Civic Science Observer
Recommended strategies to integrate public engagement and civic science training into graduate STEMM education

Over the past year, I had the opportunity to serve as one of the 26 advisers of a national working group convened by Research!America, co-chaired by Alan Leshner and Keith Yamamoto, and supported by the Rita Allen Foundation. Our charge was to develop concrete strategies for embedding public engagement and civic science into graduate training in science, technology, engineering, mathematics, and medicine (STEMM). The result is a set of ambitious, yet practical, recommendations for universities, federal agencies, and philanthropic funders.
The core argument is simple:ย Scientists should learn to engage with the public as part of their formal education. Not only because public trust in science is at stake, but because meaningful engagement with communities strengthens science itself.
Hereโs a snapshot of what the working group recommended:
- Universitiesย should declare public engagement training a core priority, integrate it into existing coursework, and provide staff and funding to support it. It should be recognized in tenure policies and supported across departments.
- Federal agenciesย such as the NSF and NIH can play a catalytic role. By using training grants and programs such as T32 and NRT, they can gradually phase in public engagement requirements. Just as NIHโs BEST program once modernized career training, a similar effort could prototype scalable engagement curricula.
- Philanthropiesย have long championed this space. The working group recommends that funders go furtherโembedding public engagement components in research grants and investing in the pedagogy of engagement itself, so we can learn what works, and why.
- Read the full details of the recommendations here
Fanuel Muindi is a former neuroscientist turned civic science ethnographer. He is a Professor of Practice in the College of Arts, Media, and Design at Northeastern University where he leads the Civic Science Media Lab. Dr. Muindi received his Bachelorโs degree in Biology and PhD in Organismal Biology from Morehouse College and Stanford University respectively. He completed his postdoctoral training at MIT.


Action item: Retype, without changes or pictures, only the lines that begin at the one containing "Show me where bicycle wheel is." and end at the last line of the records that follow.

[Saved data entries]
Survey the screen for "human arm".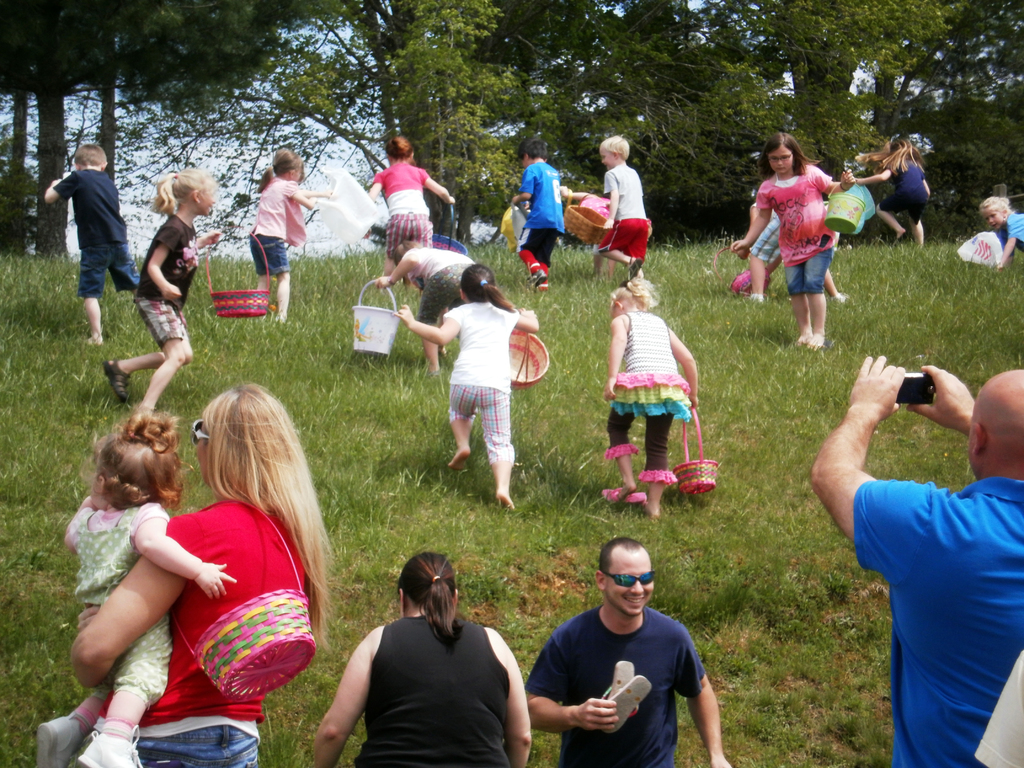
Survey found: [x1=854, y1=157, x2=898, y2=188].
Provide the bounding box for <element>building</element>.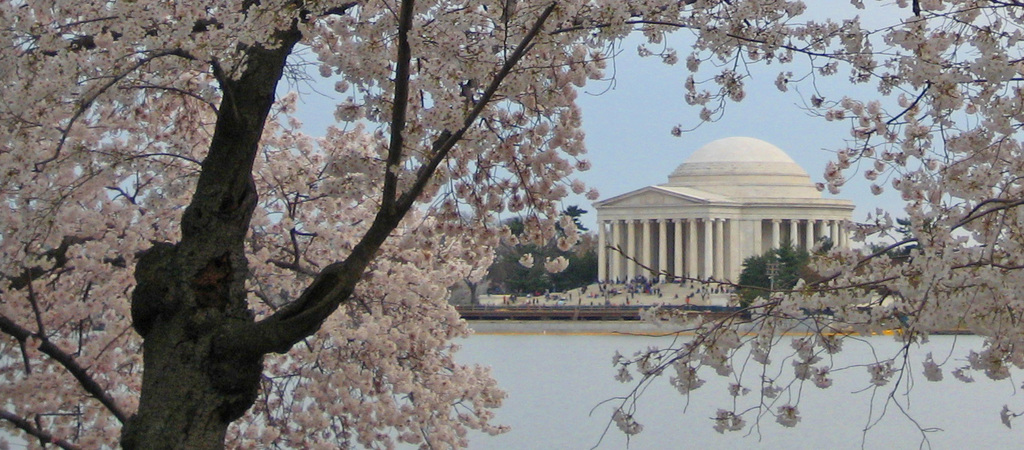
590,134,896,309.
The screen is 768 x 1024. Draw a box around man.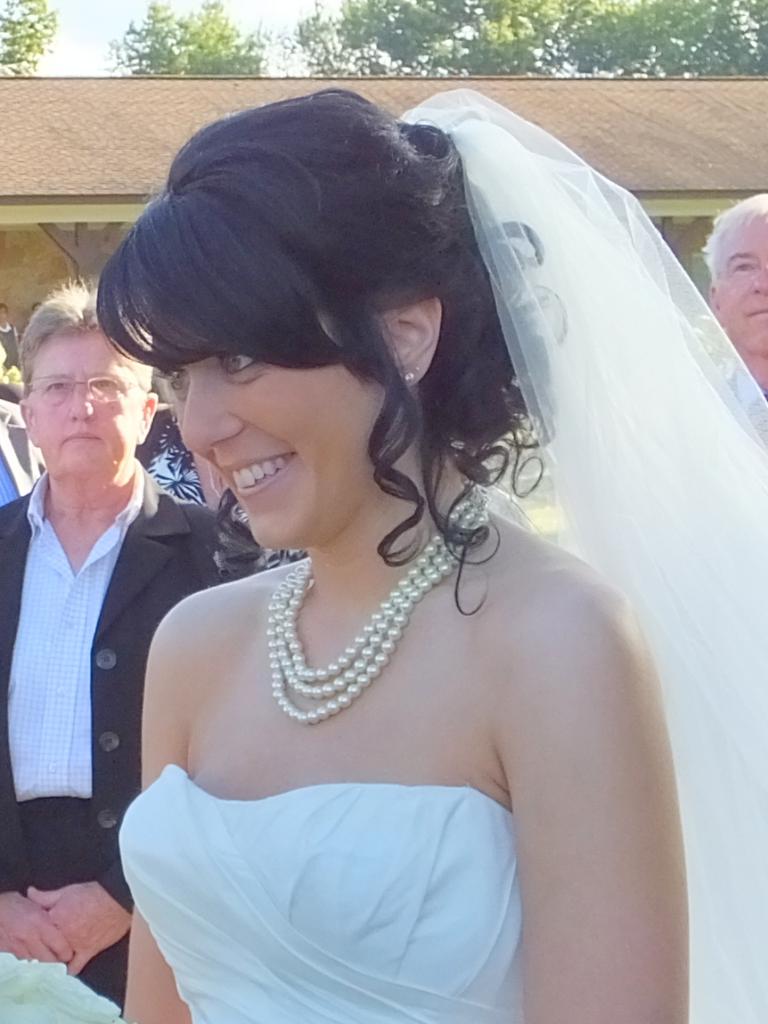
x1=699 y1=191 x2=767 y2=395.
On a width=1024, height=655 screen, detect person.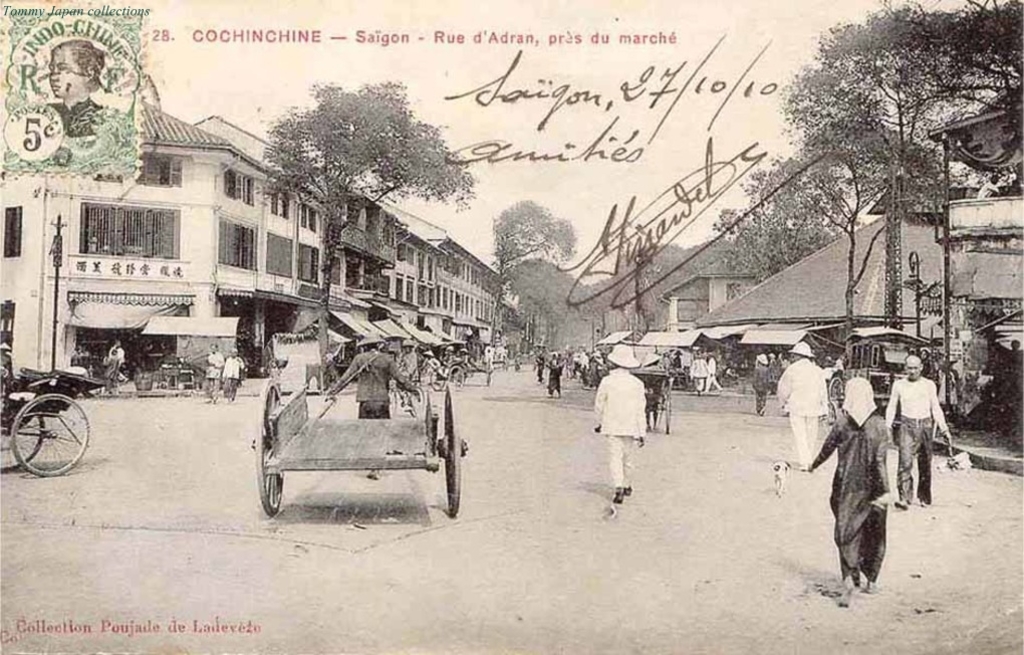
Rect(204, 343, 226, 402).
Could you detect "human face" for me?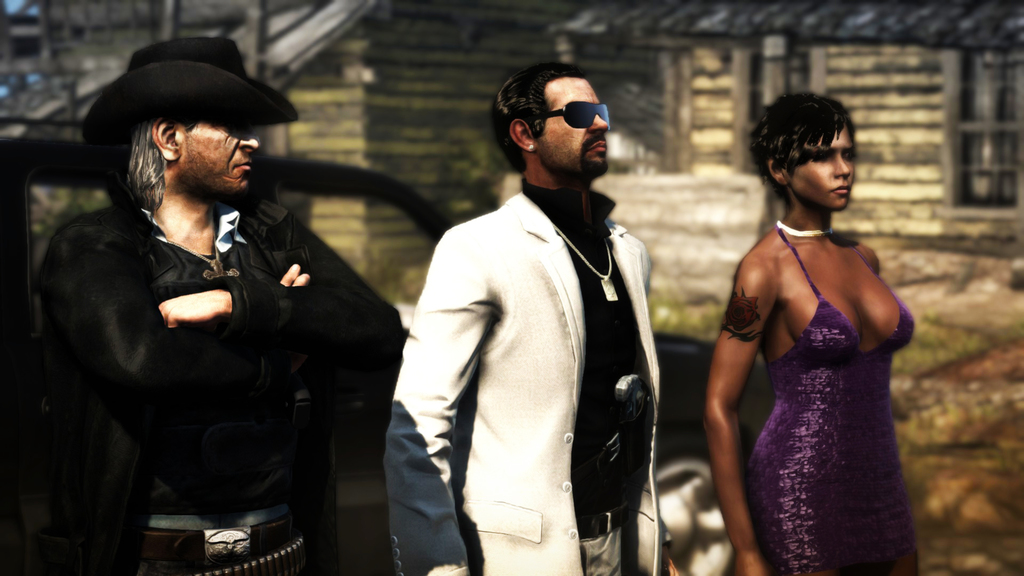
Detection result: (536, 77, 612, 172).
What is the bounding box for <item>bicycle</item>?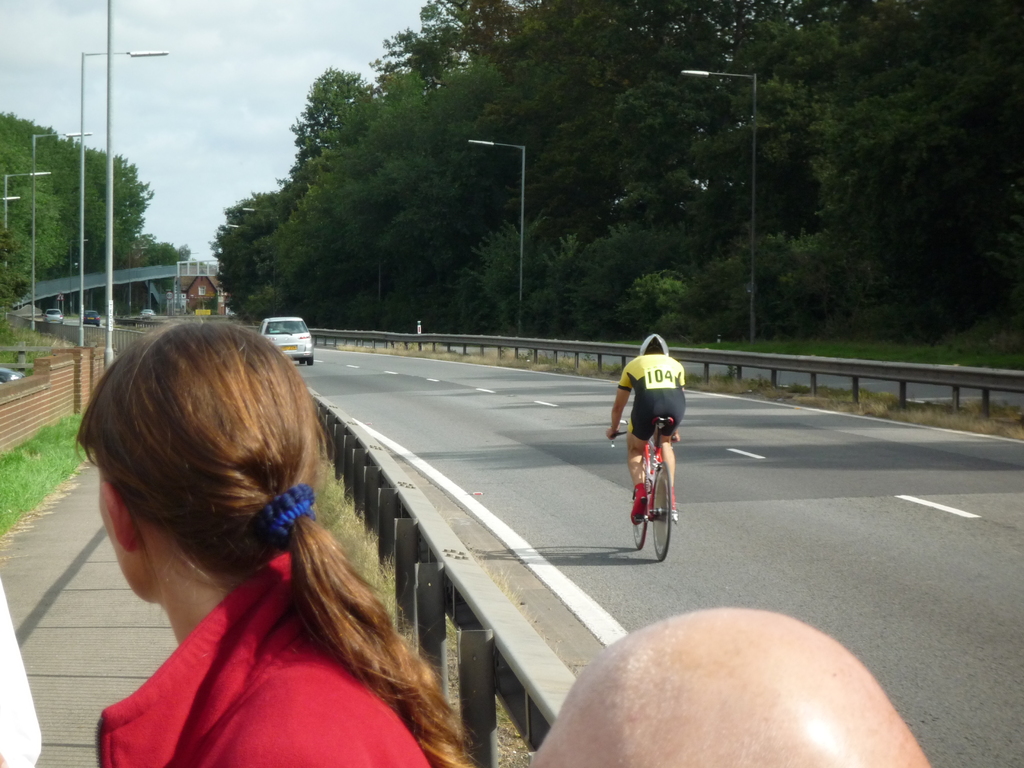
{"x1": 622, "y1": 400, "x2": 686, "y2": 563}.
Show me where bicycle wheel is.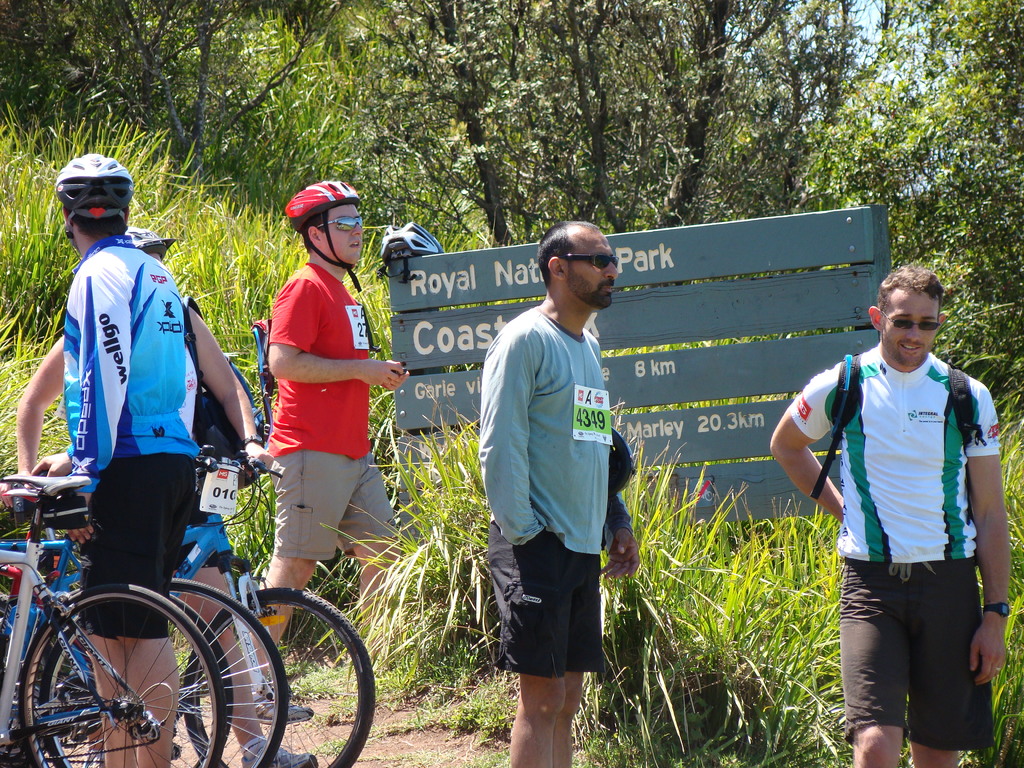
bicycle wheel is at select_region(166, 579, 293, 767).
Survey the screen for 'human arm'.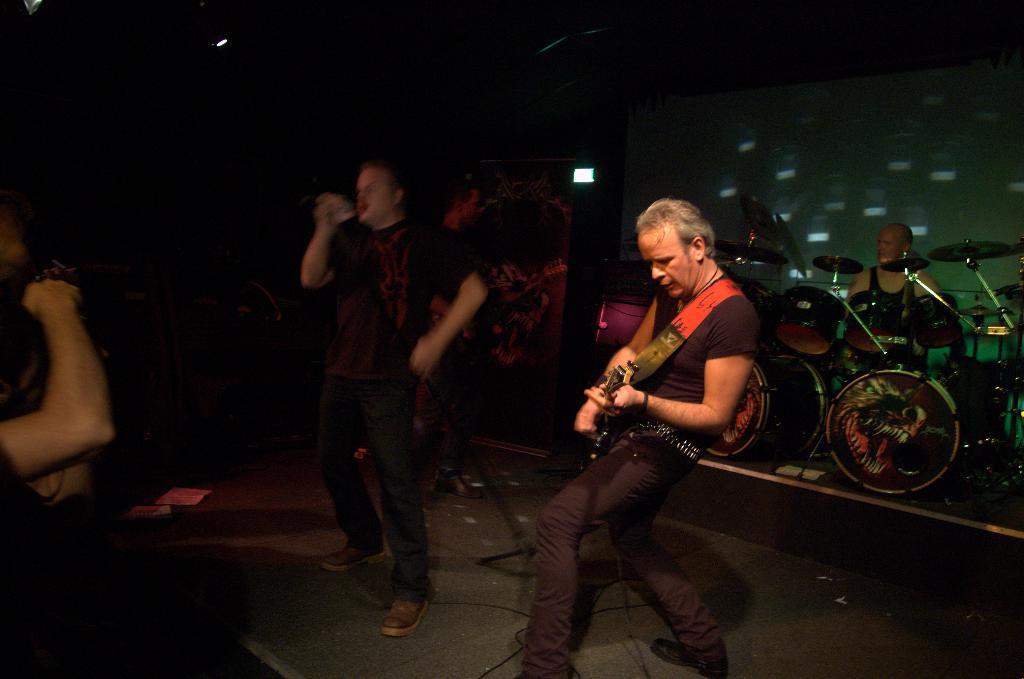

Written solution:
Show me where bicycle wheel is.
bicycle wheel is at select_region(166, 579, 293, 767).
Survey the screen for 'human arm'.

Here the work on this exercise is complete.